Elvis should have put a stop to this stuff, but the revolution came slowly. 'She even kisses me like you used to do,' he sang, nicely but a little politely, in 1962, 'she's everything a man could want, but she's not you'. Meanwhile the Beatles were laying down their first tracks. In kisses as in most things, they tell the story of their times. Dust off the early albums and the kisses come tumbling out. 'I got lips that long to kiss you' ('From Me to You'). 'And when I wanna kiss you, yeh' ('All I've Got to Do'). 'Close your eyes and I'll kiss you/Tomorrow I'll miss you' ('All My Loving'). 'The kiss my lover brings/She brings to me' ('And I Love Her'). And then it stops: suddenly, in the middle of 1964. I'm sure there's a kiss somewhere in a Beatles song in the remaining six years of the group's existence, but I couldn't find it. It's as if Larkin was right, sexual intercourse had just begun, and kissing smacked of innocence. So it joined the Dansette, the milk bar and the high-school hop in rock's back pages.

This wasn't a bad thing. There's a problem with singing about kissing. Songs are supposed to propel you towards a kiss, not make you think about it. If music be the food of love, it be not the cookery book as well. To talk about it is to be unromantic, as Will Powers (a pen-name for the rock photographer Lynn Goldsmith) showed with the 1983 novelty hit 'Kissing with Confidence'. It wasn't a novelty for long, and it wasn't an aphrodisiac for a moment.

Fairground Attraction came close to getting it right.
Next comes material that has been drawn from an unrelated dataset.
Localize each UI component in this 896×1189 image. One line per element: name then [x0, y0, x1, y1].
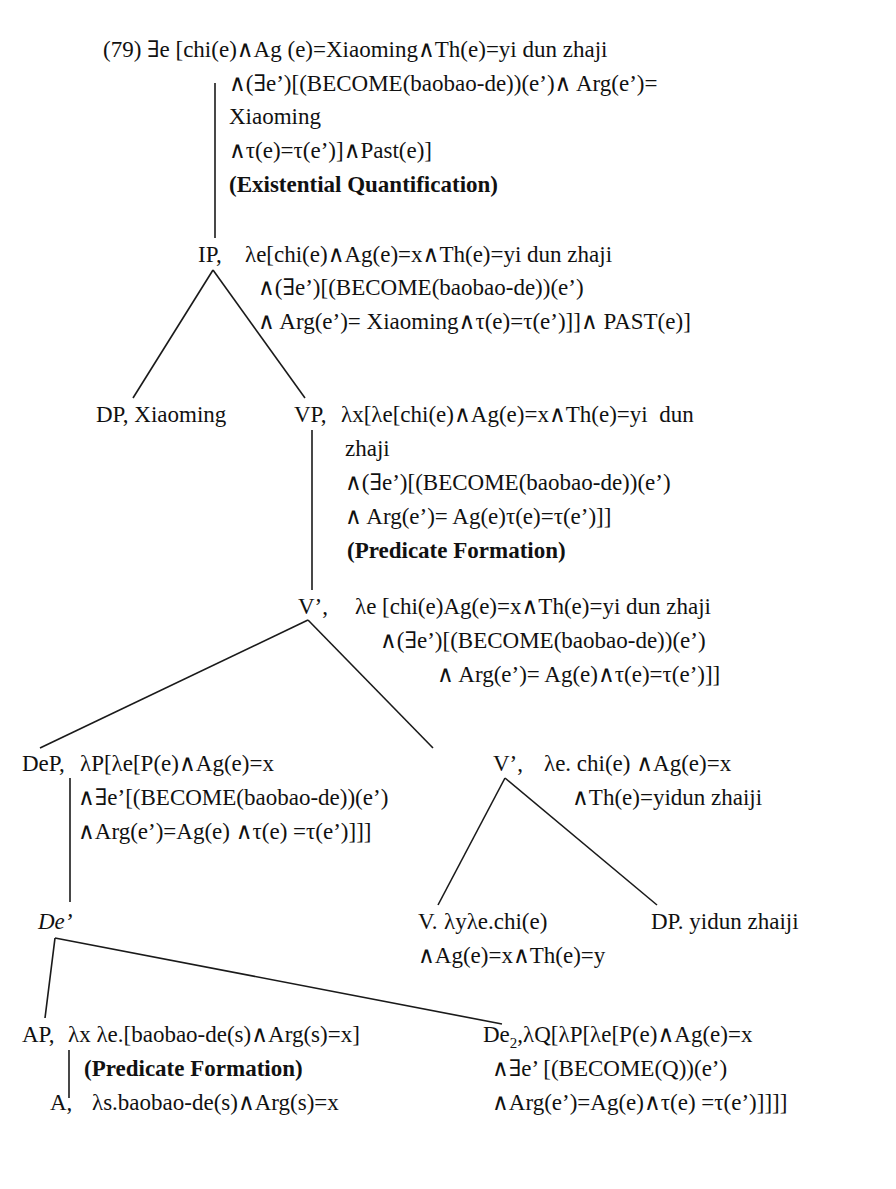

They called their debut album First of a Million Kisses, and put Elliott Erwitt's famous picture of a kiss in a wing mirror on the cover. There was no title track, just a little song called 'Allelujah', spun around the line 'we'll kiss the first of a million kisses'. A million because that's how many a couple are reckoned to exchange in a lifetime of love. The confidence is touching. Especially as the group's nucleus - a woman and a man - promptly split.
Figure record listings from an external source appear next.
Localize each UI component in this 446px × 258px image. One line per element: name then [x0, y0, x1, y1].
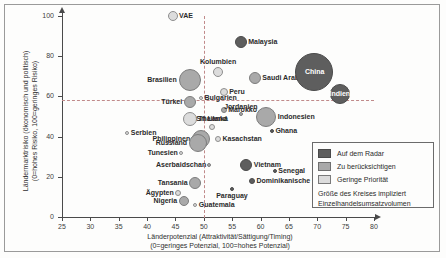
y-tick-mark — [58, 16, 62, 17]
bubble-sri-lanka[interactable] — [209, 124, 215, 130]
x-tick-mark — [175, 217, 176, 221]
x-tick-label: 70 — [306, 223, 328, 231]
x-tick-mark — [232, 217, 233, 221]
x-tick-label: 50 — [193, 223, 215, 231]
y-axis-title: Ländermarktrisiko (ökonomisch und politi… — [21, 23, 39, 219]
point-label-paraguay: Paraguay — [216, 192, 248, 200]
bubble-tunesien[interactable] — [179, 151, 183, 155]
y-axis-line — [62, 12, 63, 218]
legend-label-mid: Zu berücksichtigen — [337, 162, 396, 171]
x-tick-mark — [90, 217, 91, 221]
x-tick-mark — [62, 217, 63, 221]
x-axis-title-main: Länderpotenzial (Attraktivität/Sättigung… — [62, 232, 378, 241]
point-label-guatemala: Guatemala — [199, 201, 235, 209]
x-tick-mark — [261, 217, 262, 221]
x-tick-mark — [119, 217, 120, 221]
legend-item-auf-dem-radar: Auf dem Radar — [318, 147, 428, 160]
point-label-aserbaidschan: Aserbaidschan — [156, 161, 206, 169]
x-tick-label: 55 — [221, 223, 243, 231]
x-tick-label: 25 — [51, 223, 73, 231]
y-tick-mark — [58, 137, 62, 138]
x-axis-title-sub: (0=geringes Potenzial, 100=hohes Potenzi… — [62, 241, 378, 250]
x-tick-label: 65 — [278, 223, 300, 231]
x-tick-mark — [374, 217, 375, 221]
point-label-tunesien: Tunesien — [148, 149, 178, 157]
legend-swatch-icon-dark — [318, 149, 331, 158]
bubble-vae[interactable] — [168, 11, 178, 21]
x-axis-line — [62, 217, 378, 218]
y-tick-mark — [58, 56, 62, 57]
bubble-brasilien[interactable] — [179, 69, 201, 91]
bubble-kasachstan[interactable] — [215, 136, 221, 142]
point-label-china: China — [305, 68, 324, 76]
x-tick-mark — [289, 217, 290, 221]
point-label-senegal: Senegal — [278, 167, 305, 175]
x-tick-label: 35 — [108, 223, 130, 231]
country-portfolio-bubble-chart: 020406080100 253035404550556065707580 VA… — [0, 0, 446, 258]
legend-swatch-icon-mid — [318, 162, 331, 171]
y-axis-title-wrap: Ländermarktrisiko (ökonomisch und politi… — [12, 16, 28, 216]
bubble-russland[interactable] — [189, 134, 207, 152]
bubble-serbien[interactable] — [125, 131, 129, 135]
point-label-ghana: Ghana — [275, 127, 297, 135]
point-label-bulgarien: Bulgarien — [204, 94, 236, 102]
bubble-malaysia[interactable] — [235, 36, 247, 48]
y-axis-title-main: Ländermarktrisiko (ökonomisch und politi… — [21, 23, 30, 219]
point-label-nigeria: Nigeria — [153, 197, 177, 205]
x-tick-label: 80 — [363, 223, 385, 231]
point-label-malaysia: Malaysia — [248, 38, 277, 46]
x-axis-arrow-icon — [375, 214, 381, 220]
point-label-russland: Russland — [156, 139, 188, 147]
bubble-nigeria[interactable] — [179, 196, 189, 206]
y-axis-arrow-icon — [59, 7, 65, 13]
legend-size-note-line2: Einzelhandelsumsatzvolumen — [318, 199, 428, 209]
point-label-indonesien: Indonesien — [278, 113, 315, 121]
y-tick-mark — [58, 96, 62, 97]
x-tick-label: 30 — [79, 223, 101, 231]
y-axis-title-sub: (0=hohes Risiko, 100=geringes Risiko) — [30, 23, 39, 219]
point-label-jordanien: Jordanien — [224, 103, 257, 111]
point-label-kasachstan: Kasachstan — [223, 135, 262, 143]
legend-item-zu-beruecksichtigen: Zu berücksichtigen — [318, 160, 428, 173]
x-axis-title: Länderpotenzial (Attraktivität/Sättigung… — [62, 232, 378, 250]
x-tick-label: 60 — [250, 223, 272, 231]
legend-label-dark: Auf dem Radar — [337, 149, 384, 158]
point-label-vietnam: Vietnam — [254, 161, 281, 169]
y-tick-label: 100 — [28, 12, 54, 20]
x-tick-label: 75 — [335, 223, 357, 231]
point-label-brasilien: Brasilien — [147, 76, 177, 84]
point-label-tansania: Tansania — [158, 179, 188, 187]
x-tick-label: 45 — [164, 223, 186, 231]
point-label-sri-lanka: Sri Lanka — [196, 115, 228, 123]
legend-label-light: Geringe Priorität — [337, 175, 388, 184]
legend-swatch-icon-light — [318, 175, 331, 184]
x-tick-mark — [317, 217, 318, 221]
legend-size-note-line1: Größe des Kreises impliziert — [318, 189, 428, 199]
x-tick-mark — [147, 217, 148, 221]
point-label-vae: VAE — [179, 12, 193, 20]
x-tick-mark — [346, 217, 347, 221]
point-label-aegypten: Ägypten — [146, 189, 174, 197]
bubble-senegal[interactable] — [273, 169, 277, 173]
bubble-tuerkei[interactable] — [184, 96, 196, 108]
bubble-ghana[interactable] — [270, 129, 274, 133]
bubble-thailand[interactable] — [183, 112, 197, 126]
bubble-dominikanische-republik[interactable] — [249, 178, 255, 184]
bubble-indonesien[interactable] — [256, 107, 276, 127]
x-tick-label: 40 — [136, 223, 158, 231]
legend-size-note: Größe des Kreises impliziert Einzelhande… — [318, 189, 428, 208]
point-label-kolumbien: Kolumbien — [200, 58, 236, 66]
y-tick-mark — [58, 177, 62, 178]
legend-item-geringe-prioritaet: Geringe Priorität — [318, 173, 428, 186]
legend: Auf dem Radar Zu berücksichtigen Geringe… — [312, 142, 434, 208]
point-label-tuerkei: Türkei — [161, 98, 182, 106]
point-label-indien: Indien — [329, 90, 350, 98]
There are other great xxxceptions to the rule, starting with 'Kiss', by Prince, or Tom Jones and the Art of Noise, depending on whether you want something light and teasing or full and throaty. Either way, you get a classic single: succinct, faintly camp, and, perhaps mercifully, too fast to slow-dance to.

Less famous, but no less winning, is 'One Kiss', by Bryan Ferry: a modest roller from 1977, with a chorus that is both dry and seductive ('One kiss, one for the road, what is more/One kiss, roughly expressing/All that lips are for'). But the best kissers in pop are the Crystals, with Phil Spector. 'Then He Kissed Me' is not so much a song as a story, a whole romance from dancefloor to altar, pulled along by a rhythm section that thinks it's a coach and four. 'He kissed me in a way that I've never been kissed before/He kissed me in a way that I wanna be kissed for evermore . . . '

Everyone knows that song. Not a lot of people know 'He Hit Me (It Felt Like a Kiss)', also by the Crystals. Written by Carole King and her husband Gerry Goffin, it was recorded in June 1962, a year before 'Then He Kissed Me', and Music Master reveals that no one has touched it since. It isn't hard to see why, but the sentiment is not what it seems. 'He hit me, and I knew he loved me/If he didn't care for me, I could have never made him mad/But he hit me, and I was glad.' In a flash he's taken her in his arms 'with all the tenderness there is', and the gentle sparring of the music has built to a knockout of tinny strings. The song was not a single, but it feels like a hit.